Bert R.J. Bolin

Bert R. J. Bolin, 1988Bert R.J. Bolin was a pioneer in global climate changes, he helped focus international attention on the potential dangers to the world’s climate posed by the greenhouse gases and acid rain. His lifelong research has contributed to knowledge about the carbon cycle, and phosphorus, nitrogen, and sulfur cycles.

Bert R.J. Bolin is a pioneer in global climate change, who has helped focus international attention on the potential dangers to the world’s climate posed by the “greenhouse” gases, such as carbon dioxide and, more recently, ozone, methane, nitrogen oxides, and chloroflurocarbons. World renowned for his work in meteorology and environmental chemistry, Dr. Bolin has been instrumental in determining how man’s activities – especially the burning of fossil fuels for energy and the destruction of forests increased concentrations of carbon dioxide by 2 ” 5 / in the atmosphere in the past 100 years. A continued increase in CO2 emissions could lead to sharply altered climatic patterns, marked by a worldwide rise in atmospheric and surface temperatures, changes in sea levels and rainfall patterns, and changes in most major ecosystems on Earth.

Understanding how our environment was created and is maintained requires an understanding of the interactions between physical, biological and chemical processes. The carbon cycle is affected by physical and chemical processes in the exchange between the atmosphere and the sea, biological processes in forests, soil and oceans, and geological processes in the interior of the Earth. The significance of man’s impact on the carbon cycle cannot be thoroughly assessed until we better understand the natural workings of the cycle. To this end, Dr. Bolin’s current research focuses on the oceans’ influence on the CO2 content in the atmosphere.

In addition to Dr. Bolin’s lifelong research on the carbon cycle, he has contributed significantly to our knowledge of the phosphorus, nitrogen, and sulfur cycles. Humaninduced changes in the nitrogen and sulfur cycles are a primary cause of acid rain.

Several international research programs on global climate and the effects of CO2 and other greenhouse gases owe their existence to Dr. Bolin and a handful of other scientists. In the 1960’s, Dr. Bolin played a key role in the development of the multidisciplinary Global Atmospheric Research Program (GARP), a joint effort between the International Council of Scientific Unions (ICSU) and the World Meteorological Organization (WMO).
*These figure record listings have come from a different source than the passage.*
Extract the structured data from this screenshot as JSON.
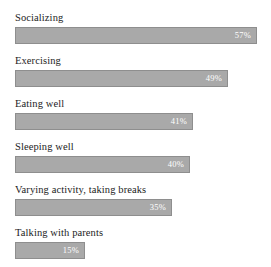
{
  "chart_data": {
    "type": "bar",
    "orientation": "horizontal",
    "title": "",
    "subtitle": "",
    "xlabel": "",
    "ylabel": "",
    "grid": false,
    "legend": null,
    "value_suffix": "%",
    "axis_max_percent": 57,
    "bar_pixel_max": 242,
    "categories": [
      "Socializing",
      "Exercising",
      "Eating well",
      "Sleeping well",
      "Varying activity, taking breaks",
      "Talking with parents"
    ],
    "values": [
      57,
      49,
      41,
      40,
      35,
      15
    ],
    "value_labels": [
      "57%",
      "49%",
      "41%",
      "40%",
      "35%",
      "15%"
    ],
    "bar_widths_px": [
      242,
      213,
      178,
      175,
      157,
      70
    ],
    "bars": [
      {
        "label": "Socializing",
        "value": 57,
        "value_label": "57%",
        "width_px": 242
      },
      {
        "label": "Exercising",
        "value": 49,
        "value_label": "49%",
        "width_px": 213
      },
      {
        "label": "Eating well",
        "value": 41,
        "value_label": "41%",
        "width_px": 178
      },
      {
        "label": "Sleeping well",
        "value": 40,
        "value_label": "40%",
        "width_px": 175
      },
      {
        "label": "Varying activity, taking breaks",
        "value": 35,
        "value_label": "35%",
        "width_px": 157
      },
      {
        "label": "Talking with parents",
        "value": 15,
        "value_label": "15%",
        "width_px": 70
      }
    ]
  },
  "colors": {
    "bar_fill": "#a9a9a9",
    "bar_border": "#8e8e8e",
    "value_text": "#ffffff",
    "label_text": "#1c1c1c",
    "background": "#ffffff"
  }
}
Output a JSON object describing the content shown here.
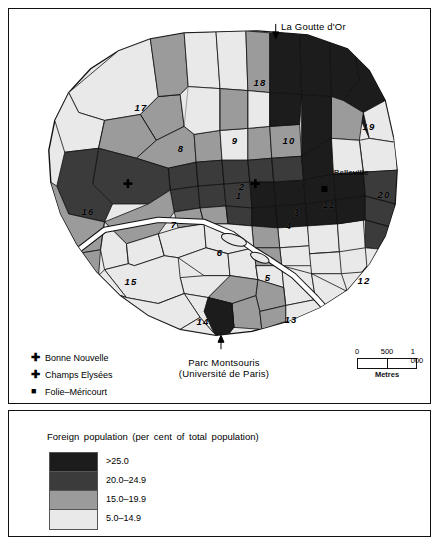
{
  "map": {
    "annotations": [
      {
        "name": "la-goutte-dor",
        "text": "La Goutte d'Or",
        "arrow": "↓"
      },
      {
        "name": "parc-montsouris",
        "line1": "Parc Montsouris",
        "line2": "(Université de Paris)",
        "arrow": "↑"
      }
    ],
    "places": [
      {
        "name": "belleville",
        "label": "Belleville"
      }
    ],
    "arrondissements": [
      {
        "num": "1",
        "class": "15.0-19.9"
      },
      {
        "num": "2",
        "class": ">25.0"
      },
      {
        "num": "3",
        "class": "15.0-19.9"
      },
      {
        "num": "4",
        "class": "5.0-14.9"
      },
      {
        "num": "5",
        "class": "5.0-14.9"
      },
      {
        "num": "6",
        "class": "5.0-14.9"
      },
      {
        "num": "7",
        "class": "15.0-19.9"
      },
      {
        "num": "8",
        "class": "15.0-19.9"
      },
      {
        "num": "9",
        "class": "15.0-19.9"
      },
      {
        "num": "10",
        "class": "20.0-24.9"
      },
      {
        "num": "11",
        "class": "5.0-14.9"
      },
      {
        "num": "12",
        "class": "5.0-14.9"
      },
      {
        "num": "13",
        "class": "15.0-19.9"
      },
      {
        "num": "14",
        "class": "5.0-14.9"
      },
      {
        "num": "15",
        "class": "5.0-14.9"
      },
      {
        "num": "16",
        "class": "15.0-19.9"
      },
      {
        "num": "17",
        "class": "5.0-14.9"
      },
      {
        "num": "18",
        "class": "15.0-19.9"
      },
      {
        "num": "19",
        "class": "15.0-19.9"
      },
      {
        "num": "20",
        "class": "20.0-24.9"
      }
    ],
    "landmark_key": [
      {
        "symbol": "✚",
        "shape": "cross",
        "label": "Bonne Nouvelle"
      },
      {
        "symbol": "✚",
        "shape": "cross",
        "label": "Champs Elysées"
      },
      {
        "symbol": "■",
        "shape": "square",
        "label": "Folie–Méricourt"
      }
    ],
    "scale": {
      "ticks": [
        "0",
        "500",
        "1 000"
      ],
      "caption": "Metres"
    }
  },
  "legend": {
    "title": "Foreign population (per cent of total population)",
    "classes": [
      {
        "label": ">25.0",
        "color": "#1c1c1c"
      },
      {
        "label": "20.0–24.9",
        "color": "#3b3b3b"
      },
      {
        "label": "15.0–19.9",
        "color": "#9b9b9b"
      },
      {
        "label": "5.0–14.9",
        "color": "#e9e9e9"
      }
    ]
  },
  "colors": {
    "class_1": "#1c1c1c",
    "class_2": "#3b3b3b",
    "class_3": "#9b9b9b",
    "class_4": "#e9e9e9",
    "outline": "#111111",
    "river": "#ffffff",
    "frame": "#111111",
    "background": "#ffffff"
  }
}
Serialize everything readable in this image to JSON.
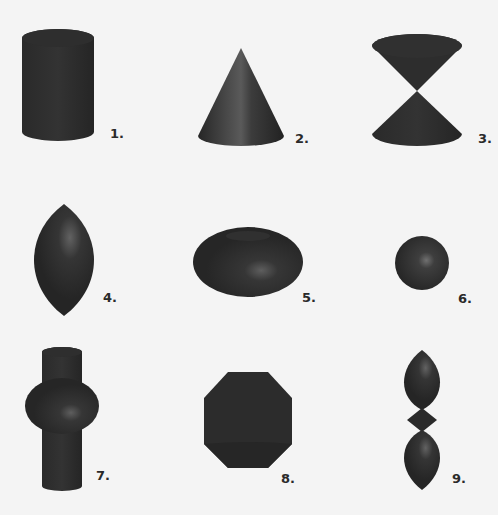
{
  "figure": {
    "background": "#f4f4f4",
    "shape_color": "#2b2b2b",
    "highlight_color": "#6a6a6a",
    "items": [
      {
        "label": "1.",
        "shape": "cylinder"
      },
      {
        "label": "2.",
        "shape": "cone"
      },
      {
        "label": "3.",
        "shape": "double-cone"
      },
      {
        "label": "4.",
        "shape": "lemon-spindle"
      },
      {
        "label": "5.",
        "shape": "torus"
      },
      {
        "label": "6.",
        "shape": "sphere"
      },
      {
        "label": "7.",
        "shape": "cylinder-with-torus"
      },
      {
        "label": "8.",
        "shape": "octagonal-solid"
      },
      {
        "label": "9.",
        "shape": "stacked-spindles"
      }
    ]
  }
}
GARP was the forerunner of the current World Climate Research Program, which provides observations necessary for global climate forecasting.
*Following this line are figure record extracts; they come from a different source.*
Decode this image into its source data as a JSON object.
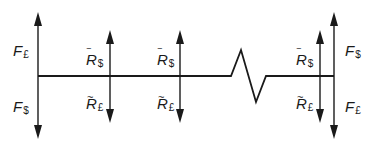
{
  "diagram": {
    "type": "cash-flow diagram with break",
    "line_color": "#1a1a1a",
    "timeline": {
      "y": 76,
      "x_start": 38,
      "x_end": 334,
      "break": {
        "from_x": 231,
        "to_x": 266,
        "peak": [
          241,
          50
        ],
        "valley": [
          256,
          102
        ]
      }
    },
    "arrows": [
      {
        "name": "left-outer",
        "x": 38,
        "top": 13,
        "bottom": 138
      },
      {
        "name": "inner-1",
        "x": 110,
        "top": 31,
        "bottom": 122
      },
      {
        "name": "inner-2",
        "x": 180,
        "top": 31,
        "bottom": 122
      },
      {
        "name": "inner-3",
        "x": 320,
        "top": 31,
        "bottom": 122
      },
      {
        "name": "right-outer",
        "x": 334,
        "top": 13,
        "bottom": 138
      }
    ],
    "labels": {
      "left_top": {
        "base": "F",
        "sub": "£",
        "accent": ""
      },
      "left_bottom": {
        "base": "F",
        "sub": "$",
        "accent": ""
      },
      "i1_top": {
        "base": "R",
        "sub": "$",
        "accent": "‾"
      },
      "i1_bottom": {
        "base": "R",
        "sub": "£",
        "accent": "~"
      },
      "i2_top": {
        "base": "R",
        "sub": "$",
        "accent": "‾"
      },
      "i2_bottom": {
        "base": "R",
        "sub": "£",
        "accent": "~"
      },
      "i3_top": {
        "base": "R",
        "sub": "$",
        "accent": "‾"
      },
      "i3_bottom": {
        "base": "R",
        "sub": "£",
        "accent": "~"
      },
      "right_top": {
        "base": "F",
        "sub": "$",
        "accent": ""
      },
      "right_bottom": {
        "base": "F",
        "sub": "£",
        "accent": ""
      }
    }
  }
}
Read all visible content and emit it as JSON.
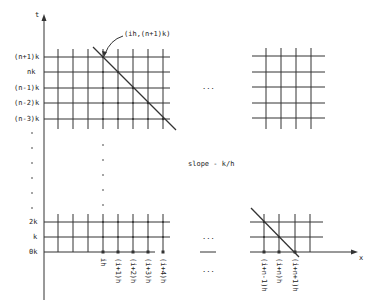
{
  "diagram": {
    "axes": {
      "y_label": "t",
      "x_label": "x"
    },
    "y_ticks_top": [
      "(n+1)k",
      "nk",
      "(n-1)k",
      "(n-2)k",
      "(n-3)k"
    ],
    "y_ticks_bottom": [
      "2k",
      "k",
      "0k"
    ],
    "x_ticks_left": [
      "ih",
      "(i+1)h",
      "(i+2)h",
      "(i+3)h",
      "(i+4)h"
    ],
    "x_ticks_right": [
      "(i+n-1)h",
      "(i+n)h",
      "(i+n+1)h"
    ],
    "annotation_point": "(ih,(n+1)k)",
    "slope_label": "slope - k/h",
    "ellipsis": "..."
  }
}
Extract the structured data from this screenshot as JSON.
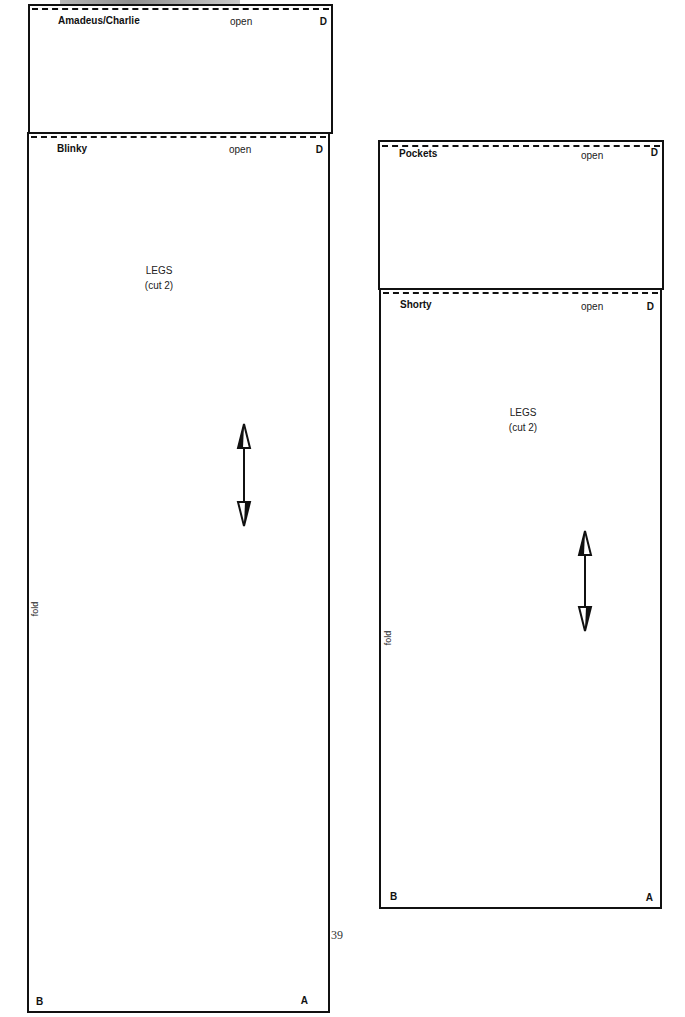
{
  "page_number": "39",
  "left_pattern": {
    "top_piece": {
      "name": "Amadeus/Charlie",
      "edge_label": "open",
      "corner": "D"
    },
    "main_piece": {
      "name": "Blinky",
      "edge_label": "open",
      "corner_top": "D",
      "title": "LEGS",
      "subtitle": "(cut 2)",
      "fold_label": "fold",
      "corner_bottom_left": "B",
      "corner_bottom_right": "A"
    }
  },
  "right_pattern": {
    "top_piece": {
      "name": "Pockets",
      "edge_label": "open",
      "corner": "D"
    },
    "main_piece": {
      "name": "Shorty",
      "edge_label": "open",
      "corner_top": "D",
      "title": "LEGS",
      "subtitle": "(cut 2)",
      "fold_label": "fold",
      "corner_bottom_left": "B",
      "corner_bottom_right": "A"
    }
  }
}
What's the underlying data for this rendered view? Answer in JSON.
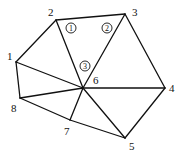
{
  "diagram": {
    "type": "triangular-mesh",
    "nodes": [
      {
        "id": "1",
        "label": "1",
        "x": 16,
        "y": 62,
        "lx": 7,
        "ly": 60
      },
      {
        "id": "2",
        "label": "2",
        "x": 56,
        "y": 20,
        "lx": 48,
        "ly": 16
      },
      {
        "id": "3",
        "label": "3",
        "x": 125,
        "y": 14,
        "lx": 132,
        "ly": 16
      },
      {
        "id": "4",
        "label": "4",
        "x": 165,
        "y": 88,
        "lx": 169,
        "ly": 92
      },
      {
        "id": "5",
        "label": "5",
        "x": 125,
        "y": 138,
        "lx": 129,
        "ly": 150
      },
      {
        "id": "6",
        "label": "6",
        "x": 83,
        "y": 88,
        "lx": 93,
        "ly": 84
      },
      {
        "id": "7",
        "label": "7",
        "x": 70,
        "y": 120,
        "lx": 64,
        "ly": 135
      },
      {
        "id": "8",
        "label": "8",
        "x": 20,
        "y": 98,
        "lx": 11,
        "ly": 112
      }
    ],
    "edges": [
      [
        "1",
        "2"
      ],
      [
        "2",
        "3"
      ],
      [
        "3",
        "4"
      ],
      [
        "4",
        "5"
      ],
      [
        "5",
        "7"
      ],
      [
        "7",
        "8"
      ],
      [
        "8",
        "1"
      ],
      [
        "2",
        "6"
      ],
      [
        "3",
        "6"
      ],
      [
        "1",
        "6"
      ],
      [
        "4",
        "6"
      ],
      [
        "5",
        "6"
      ],
      [
        "7",
        "6"
      ],
      [
        "8",
        "6"
      ]
    ],
    "element_labels": [
      {
        "label": "1",
        "x": 71,
        "y": 28
      },
      {
        "label": "2",
        "x": 107,
        "y": 28
      },
      {
        "label": "3",
        "x": 85,
        "y": 66
      }
    ]
  }
}
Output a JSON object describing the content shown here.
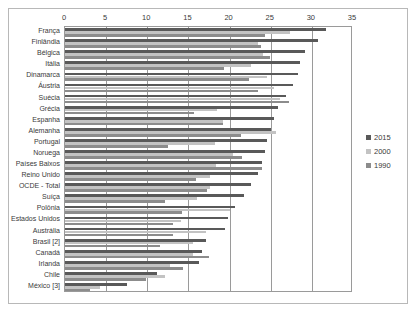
{
  "chart_data": {
    "type": "bar",
    "orientation": "horizontal",
    "title": "",
    "subtitle": "",
    "xlabel": "",
    "ylabel": "",
    "xlim": [
      0,
      35
    ],
    "xticks": [
      0,
      5,
      10,
      15,
      20,
      25,
      30,
      35
    ],
    "grid": true,
    "legend_position": "right",
    "legend": [
      "2015",
      "2000",
      "1990"
    ],
    "colors": {
      "2015": "#595959",
      "2000": "#c3c3c3",
      "1990": "#8c8c8c",
      "frame": "#b8b8b8",
      "axis": "#9a9a9a",
      "text": "#3a3a3a"
    },
    "categories": [
      "França",
      "Finlândia",
      "Bélgica",
      "Itália",
      "Dinamarca",
      "Áustria",
      "Suécia",
      "Grécia",
      "Espanha",
      "Alemanha",
      "Portugal",
      "Noruega",
      "Países Baixos",
      "Reino Unido",
      "OCDE - Total",
      "Suíça",
      "Polônia",
      "Estados Unidos",
      "Austrália",
      "Brasil [2]",
      "Canadá",
      "Irlanda",
      "Chile",
      "México [3]"
    ],
    "series": [
      {
        "name": "2015",
        "values": [
          31.7,
          30.8,
          29.2,
          28.5,
          28.3,
          27.7,
          26.8,
          25.9,
          25.4,
          25.0,
          24.6,
          24.3,
          23.9,
          23.4,
          22.6,
          21.7,
          20.6,
          19.8,
          19.4,
          17.1,
          16.6,
          16.3,
          11.2,
          7.5
        ],
        "color": "#595959"
      },
      {
        "name": "2000",
        "values": [
          27.4,
          23.5,
          24.1,
          22.6,
          24.5,
          25.4,
          26.1,
          18.5,
          19.2,
          25.6,
          18.2,
          20.4,
          18.4,
          17.6,
          17.6,
          16.1,
          20.0,
          14.1,
          17.1,
          15.6,
          15.5,
          12.7,
          12.2,
          4.2
        ],
        "color": "#c3c3c3"
      },
      {
        "name": "1990",
        "values": [
          24.3,
          23.8,
          24.9,
          19.3,
          22.4,
          23.4,
          27.2,
          15.7,
          19.2,
          21.4,
          12.5,
          21.5,
          24.0,
          15.9,
          17.2,
          12.2,
          14.2,
          13.1,
          13.1,
          11.5,
          17.5,
          14.3,
          9.8,
          3.0
        ],
        "color": "#8c8c8c"
      }
    ]
  }
}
When acid precipitation was discovered in the Scandinavian countries in the 1960’s, other countries paid little attention to it until a committee appointed by the Royal Ministry of Foreign Affairs and the Ministry of Agriculture of Sweden, and chaired by Dr. Bolin, drew worldwide attention to this ubiquitous problem at the first United Nations Conference on the Human Environment, held in Stockholm in 1972.

Largely due to Dr. Bolin’s efforts, the International Council of Scientific Unions approved in 1987 the International GeosphereBiosphere Program, A Study in Global Change. This giant effort to understand the changing climate and the interactions of all environmental processes is the largest international scientific program ever under taken. It has captured the imagination of scientists around the world, and it should extend into the next century. Dr. Bolin believes more research is necessary to predict climate change with greater certainty. Present scenarios for the next century, however, are still quite valid given the steady increase in atmospheric greenhouse gas concentrations. They show conclusively a gradual warming of the atmosphere and the Earth’s surface. It is possible the level of the seas will rise as much as three feet by the middle of the next century. This could mean millions of people being flooded out of their homes.

The Royal Swedish Academy of Sciences, the Norwegian Academy of Sciences, and the American Meteorological Society have honored Dr. Bolin with election to membership. He is Professor of Meteorology at the University of Stockholm, and he has been Director of the International Meteorological Institute in Stockholm since 1957. Dr. Bolin previously served as scientific director of the European Space Research Organization, and he presently serves as scientific adviser to the Prime Minister of Sweden. Dr. Bolin received his B.S. degree from the University of Uppsala and his Ph.D. from the University of Stockholm. Among his other honors, Dr. Bolin has received the International Meteorological Prize, awarded by the World Meteorological Organization; and the CarlGustaf Rossby Research Medal, awarded by the American Meteorological Society.